The Tuscaloosa City Board of Education voted to close Stillman Heights Elementary School at the end of the school year, leaving students to attend Martin Luther King Jr. Elementary School.

Richard D. Adams stepped down from the Tuscaloosa city school board after two decades of service.

The Alabama gymnastics team would start the 2005 season ranked fourth.

The Crimson Tide football team was back at practice to prepare for the Music City Bowl against Minnesota on Dec. 31.

Five years ago this week

Officials were scrambling to save the New Era Cap manufacturing plant in Demopolis and its 355 jobs.

The Tuscaloosa City Council voted unanimously to enter into a 20-year lease agreement with Christ Episcopal Church for the Spiller Building. The city would renovate the vacant building into the region’s first cultural arts center and preserve one of the area’s oldest structures.

The Tuscaloosa Police Department, along with the FBI and the Shelby County Sheriff’s Department, opened an undercover pawnshop in Alberta from April to November, recovering about $40,000 in stolen items.

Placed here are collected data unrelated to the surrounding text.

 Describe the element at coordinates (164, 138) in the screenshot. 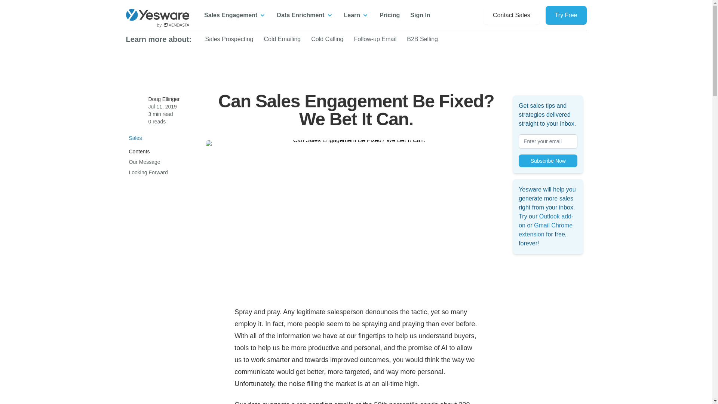

I see `Sales` at that location.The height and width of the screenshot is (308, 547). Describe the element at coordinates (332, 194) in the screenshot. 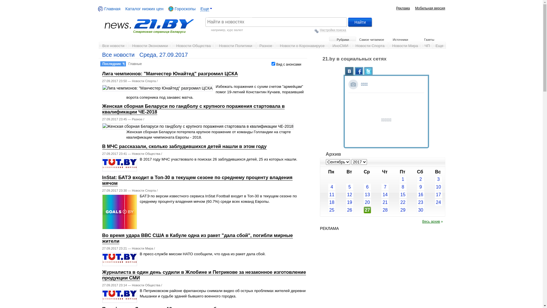

I see `11` at that location.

Proration forced the two-year college system to increase tuition. The cost of attending classes at Shelton State Community College and Bevill State Community College would rise nearly 20 percent in the following two years to $111 per credit hour by the fall of 2011.

The Holt street where blues great Johnny Shines lived for more than 30 years was renamed in his honor.

One year ago this week

Alabama quarterback AJ McCarron was the Heisman trophy runner-up.

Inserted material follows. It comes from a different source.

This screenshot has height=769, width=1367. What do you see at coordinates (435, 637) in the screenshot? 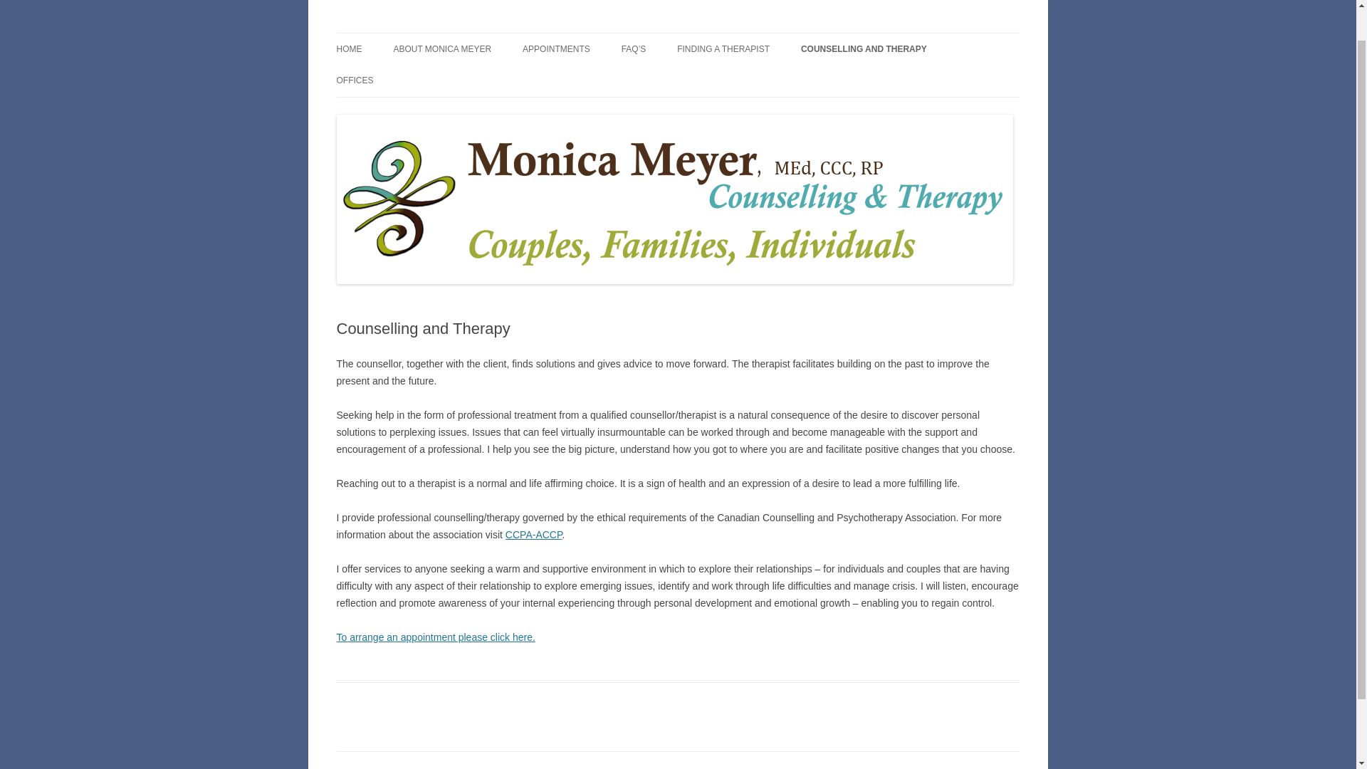
I see `To arrange an appointment please click here.` at bounding box center [435, 637].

Mercedes held a grand opening for the new Mercedes-Benz Logistics Center, a $70 million facility designed to streamline logistics operations and support and receiving, handling and sequencing of parts.

Salvation Army Red Kettle donations were down

50 percent; officials blamed the shorter Christmas shopping season caused by a late Thanksgiving.

The Tuscaloosa City Council approved a $16.57 million incentive policy to benefit a new retail shopping center to be built in the former Cedar Crest neighborhood.

Travis Parker, the longtime division chief of Tuscaloosa’s Emergency Medical Services and spokesman at Tuscaloosa Fire and Rescue Service, retired after serving in the department for 27 years.

Compiled by retired News librarian Betty Slowe.